The explosion of the public sphere

It is Thursday, 21st November 2019. The Labour manifesto has just been published and you want to know what to think about it. You could, of course, read all 107 pages of the manifesto in full online, or snack on Labour Party digests of it (including Jeremy Corbyn’s 60 second synopsis from the back of a moving car). Alternatively, you could go to the Conservatives’ critique of it at labourmanifesto.co.uk (briefly the top ad when you search Google for ‘Labour’).

Rather than read the necessarily one-sided pitches by the parties themselves, you probably want some non-party analysis. For this you will not find yourself wanting. For lightning reactions you can scroll through the thousands of tweets under #labourmanifesto. For more thoughtful responses you can read breakdowns from every thinktank from the IFS to the IEA, from the Institute for Government to the UK in a Changing Europe. If you are aligned to a particular cause you can look at the many posts from NGOs and campaign groups, from Greenpeace to Taxpayers Alliance.

The national media didn’t hold back in their reporting and analysis. Of the more than 4,500 news articles published online on 21st November by the UK’s national newspapers and broadcasters, you could read just under 300 reporting on Labour’s manifesto.

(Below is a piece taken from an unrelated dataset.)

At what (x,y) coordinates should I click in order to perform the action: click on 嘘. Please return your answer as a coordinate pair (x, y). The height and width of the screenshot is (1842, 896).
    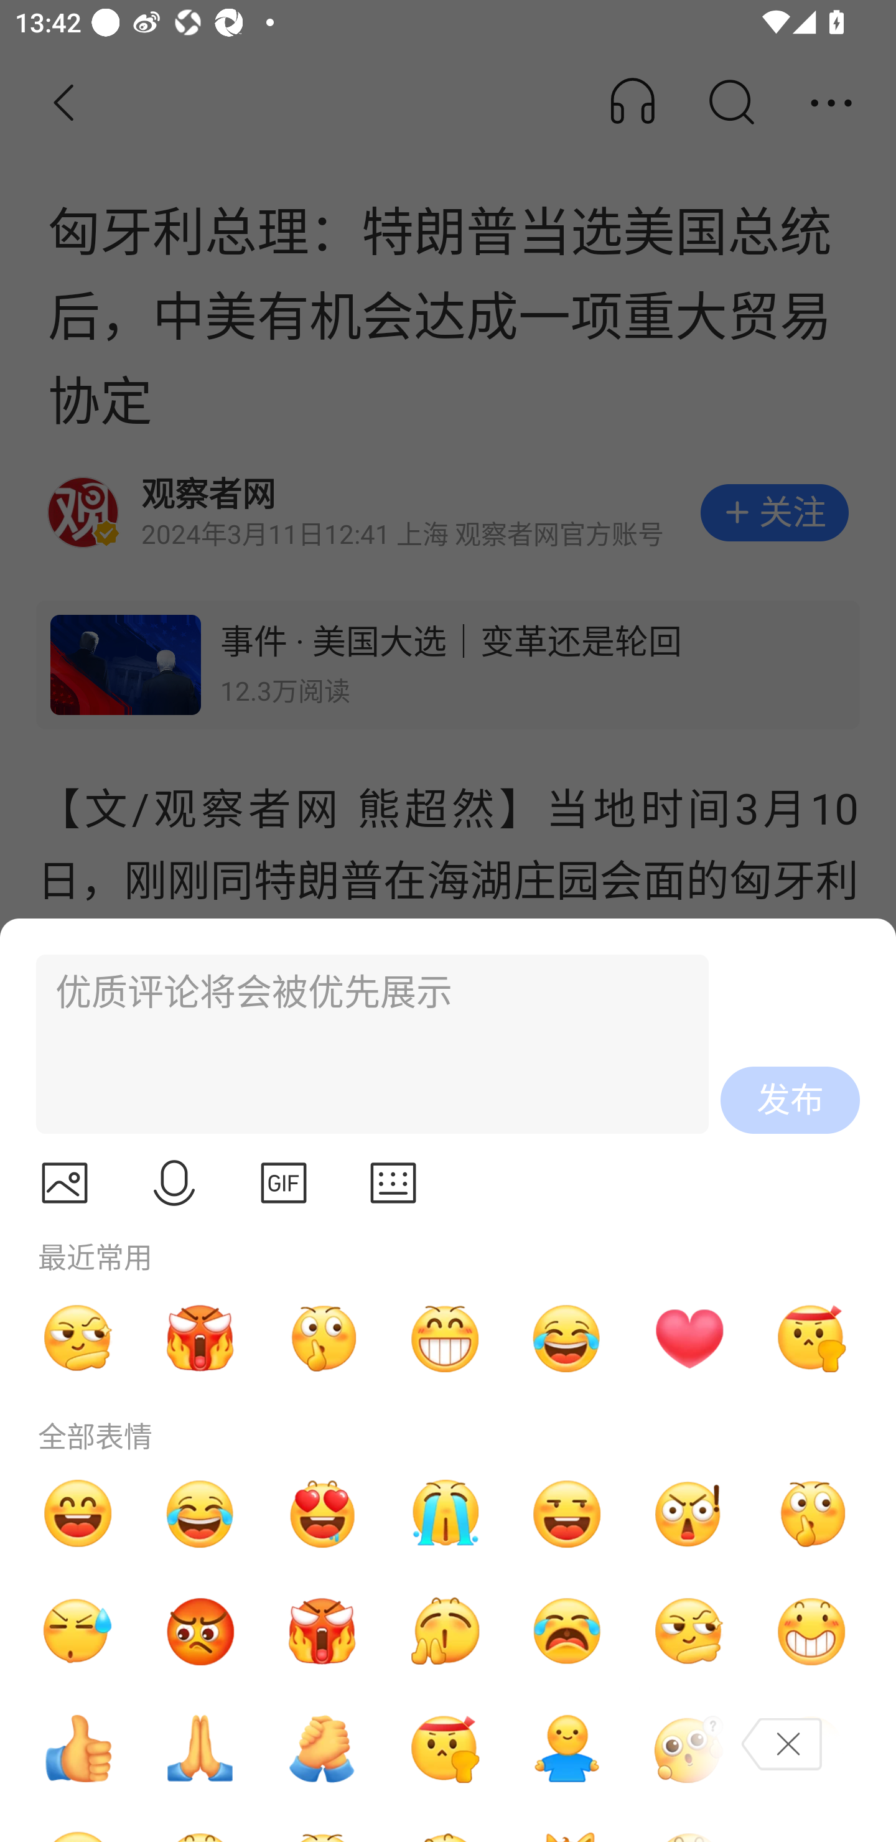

Then there are the online native news sites. Buzzfeed, Vice or Huffington Post will give you a general view. For an inside take you could turn to Politico, or PoliticsHome, Politics Means Politics or Politics.co.uk. For insight you might choose Tortoise, or CapX, The Conversation or Unherd. Or perhaps you want to confirm your partisan prejudice at ConservativeHome, the New European, or Labour List. Further from the centre still you can find coverage on Breitbart, Novara Media, the Canary, Skwawkbox, Evolve Politics, Westmonster, or Politicalite. Or you might find yourself following a link to a lesser known online news site, like LondonEconomic, Joe.co.uk, the Descrier, the Overtake, or ScramNews. Or one of a growing collection of sites whose origins, ownership, and objectives are obscure or entirely opaque – such as ukupdates.co.uk.

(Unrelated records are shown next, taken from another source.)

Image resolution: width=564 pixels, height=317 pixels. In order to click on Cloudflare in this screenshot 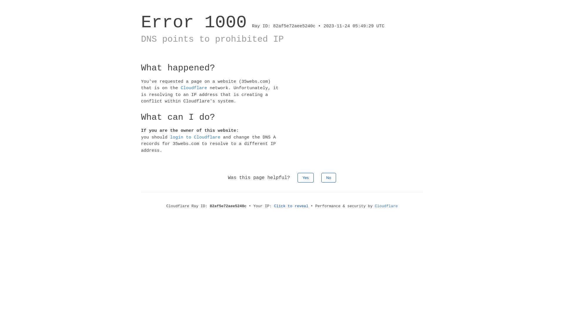, I will do `click(194, 88)`.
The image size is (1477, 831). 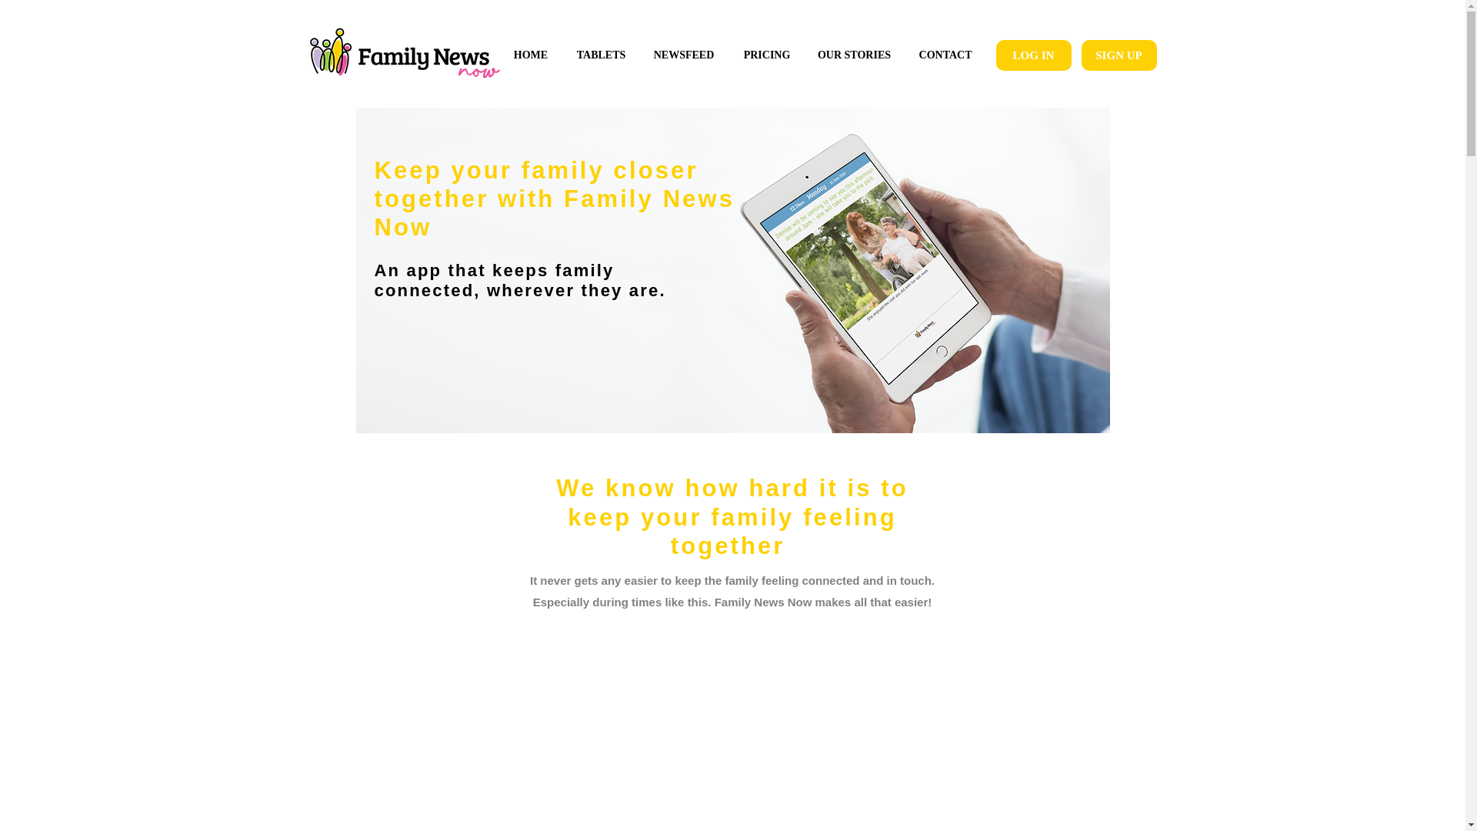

Exhausted by the idea of trawling through each of these sites individually? How about using a news aggregator: AOL News, Yahoo News, MSN News, Bing News, NewsNow.co.uk, or even Newsdump.co.uk. If you would rather get a personal take on the manifesto you could watch one of many YouTube vloggers (such as TLDR, A Different Bias or Akkad Daily), read innumerable blogs (like briefingsforbrexit.com), sign up for one of dozens of newsletters, or listen to one of a bevy of podcasts (Reasons to be Cheerful, Remainiacs, The Political Party, or Talking Politics). Alternatively, you could gauge what effect the manifesto is having on Labour’s odds at politicalbetting.com, or track the polls at one of the many polling sites (including YouGov, Ipsos MORI or Lord Ashcroft polls).

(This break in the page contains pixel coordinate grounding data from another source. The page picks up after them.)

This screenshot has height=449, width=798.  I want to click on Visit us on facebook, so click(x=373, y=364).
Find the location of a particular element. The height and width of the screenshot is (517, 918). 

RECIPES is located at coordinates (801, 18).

We are inundated with political news and views, and this is simply the production of political news and opinion rather than its redistribution, adaptation, and consumption. Your interpretation of the manifesto will almost certainly be conditioned by the context in which you find it. If, for example, you are one of the 109,393 people who follow the Fight4Brexit group on Facebook, then the manifesto will be framed as a proposal for a second EU referendum. Or you might be one of the 226,000 members of the r/ukpolitics community on Reddit critiquing mainstream media and making their own assessments of the party’s promises.

Much of the current debate about ‘fake news’, false claims, and polarized debate, does not adequately acknowledge the most significant change in political communication in the last two decades – the explosion of the public sphere. There is a cacophony of voices competing to be heard – individuals, groups, communities, for-profit and non-profit organisations, campaigners, governments (foreign and domestic).

This means that many of the established theories we reach for when thinking about political communication, such as agenda-setting, framing and priming, need to be fundamentally reconceptualized. Who is setting the agenda of an active member of Fight4Brexit or r/ukpolitics? It means that quantitative content analysis – the bread and butter of lots of media research – has become vastly more complex and more difficult. What does counting the number of articles published in a handful of mainstream publications now tell us about the impact of media on public attitudes and opinions?

The 2019 UK election campaign has parallels with that of 1983. An unelectable Labour leader, a hard-left Labour Party, a collapse of Labour support in traditional strongholds, all ending with a hefty Conservative majority. Yet, despite these similarities, there is one aspect that is unrecognisably different – the media and communications landscape. And, as yet, we have yet to understand – or even know how to understand – what this really means for our politics.